I nodded. My knife was limp in my hand.

"Turns out that in super-herd's field, there were clumps of little mushrooms. Ones that no-one had ever come across before. Mildly psychotropic, but never mind. The point is that they had the ability to disrupt the cows' genetic makeup, so that they absorbed into their DNA whatever they happen to be eating, softening the edges of all that gristle and fat." She paused.

"Of course, every scientist in the country descended onto the field, looking for those mushrooms. The idea was that their essence could be distilled into a single additive, to be applied to every cow in the country. Naturally, it didn't go entirely smoothly ..."

"Hold on ... when was this exactly?"

"You're quick. But, no, I don't think that BSE was a cover story. Although rule number one of cover stories is if you're going to make one ..."

"Make it bloody enormous," I finished.

"Either way, in the end, the whole scheme was abandoned. Except for Farmer Giles, who quietly re-populated his herd and continued to graze them on his special pasture."
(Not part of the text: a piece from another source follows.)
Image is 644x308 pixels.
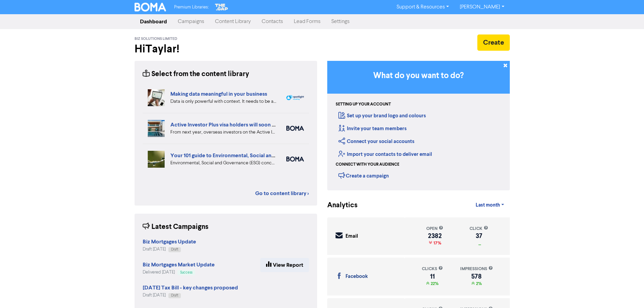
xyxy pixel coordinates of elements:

"But is it safe?" I repeated.

"Well, I've certainly eaten plenty," she replied, briskly. "Now, I have a room upstairs, and since you've been a good boy and bought me dinner, here's the other key. See you upstairs in ten?"

I watched her go, and signalled to the waiter to settle the horrendous bill. I had a vague feeling that I'd been conned. Not only that, but I was wondering what I'd invited into my stomach.

In the middle of the night, I dreamt I was being smothered by a strange mutant plant that was probing my every orifice with its tendrils. I woke up in a cold sweat, my heart thumping away insanely. Sylvia's arms and legs were wrapped around me, clinging to my clammy body.

Next morning, she was gone. All that was left on the pillow next to me was a single blade of grass.